Excuse the rant,but for some reason this thread touched a sore spot in me. Incidentally,I do go to the New Order eucharist because our bishop,listening to his brainwashed,brain dead nun staff told us he had no authority to permit the Tridentine Mass,this was after Ecclesia Dei.Several years later when we had all the documents,we asked again and had petitions and priests who were willing and he had some other reason why it could not be permitted. There are several priests who do offer the Mass reverently and according to the rubrics and I appreciate that but it is rare.
And,I don't care what it means this going to or partaking in,or whatever we are doing at eucharist,it is a word that despite its etiology is for the birds. All I can think of is years of working for government and finding half the staff in somebody's office playing "euchre"(rhymes with lucre). Well,Lady in Blue,you put this up for discussion. I hope your not sorry.(smile)
I am so grateful for Adoration,the rosary,the Catechism,the Bible and the Pope,I only go to Mass on Sunday to receive the Body and Blood and to fulfill my obligation.
I agree. And nobody seems to have foreseen the problems with a vernacular Mass. First (for English anyway), to my ear contemporary English is not an especially good language for public prayer, which I think must have an element of the poetic -- and contemporary English poetry has moved in an intensely private and idiosyncratically personal direction. Contemporary English is well suited for prose in the hands of a master (though even here there's an "individualism" that works against it as public prayer) -- and I believe English is becoming or has become the language of science and of business, neither of which is suited for public prayer but both of which are the forms most of us lapse into.

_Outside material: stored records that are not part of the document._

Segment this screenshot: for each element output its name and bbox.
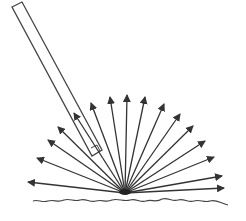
reflected-rays — [28, 95, 224, 193]
reflected-ray-arrow — [125, 95, 127, 193]
reflection-point — [119, 189, 131, 195]
reflected-ray-arrow — [110, 97, 125, 193]
rough-surface — [33, 199, 228, 205]
incident-beam — [12, 2, 102, 156]
diffuse-reflection-diagram — [0, 0, 246, 221]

Unfortunately, too, a requirement for translators of the Mass seems to be a tin ear.
Then -- whose vernacular? I saw an article recently about a parish with a large immigrant population, mostly Spanish or Portuguese speaking, a source of controversy, with the Spanish-speaking having the numbers at present to prevail. If Mass were still in Latin, nobody would have an advantage. And we really don't need more sources of controversy.
And then there are the advantages of a "dead" language: it doesn't change. Words don't acquire new connotations. (I still find it hard to accept "Heaven and earth are full of Your glory" because "full of" has so many -- shall we say -- less exalted connotations. Words also don't have local connotations. I worked years ago with a guy who had studied Spanish for a long and time and traveled in South America trying to perfect it. He said that sometimes it was only a matter of a few miles between a word that was perfectly innocent and humdrum and the same word as an obscenity.
I love Gregorian chant, too. The parish I was in when these changes started coming used some of the English set to chant. Some of the arrangements were very pretty, but I think unsustainable over a long passage. Chant grew up around Latin, which because of the structure of its declensions and conjugations has very few monosyllables apart from prepositions; English has many, many nouns, verbs, adjectives that are monosyllables.
I might as well put in here, too, that I hate those stupid little "missalettes." I see no point in them: the responses are few enough to memorize in no time, and -- English being my first language -- I have no need to follow along in reading what I'm listening to. They are an anachronism that has lost its point -- we used Missals with the Latin Mass because we had to, and as I recall it the effect was an aid to concentration. (We also had a place to keep holy cards and prayer cards for the dead.)
Maybe we all just love best what we grew up with.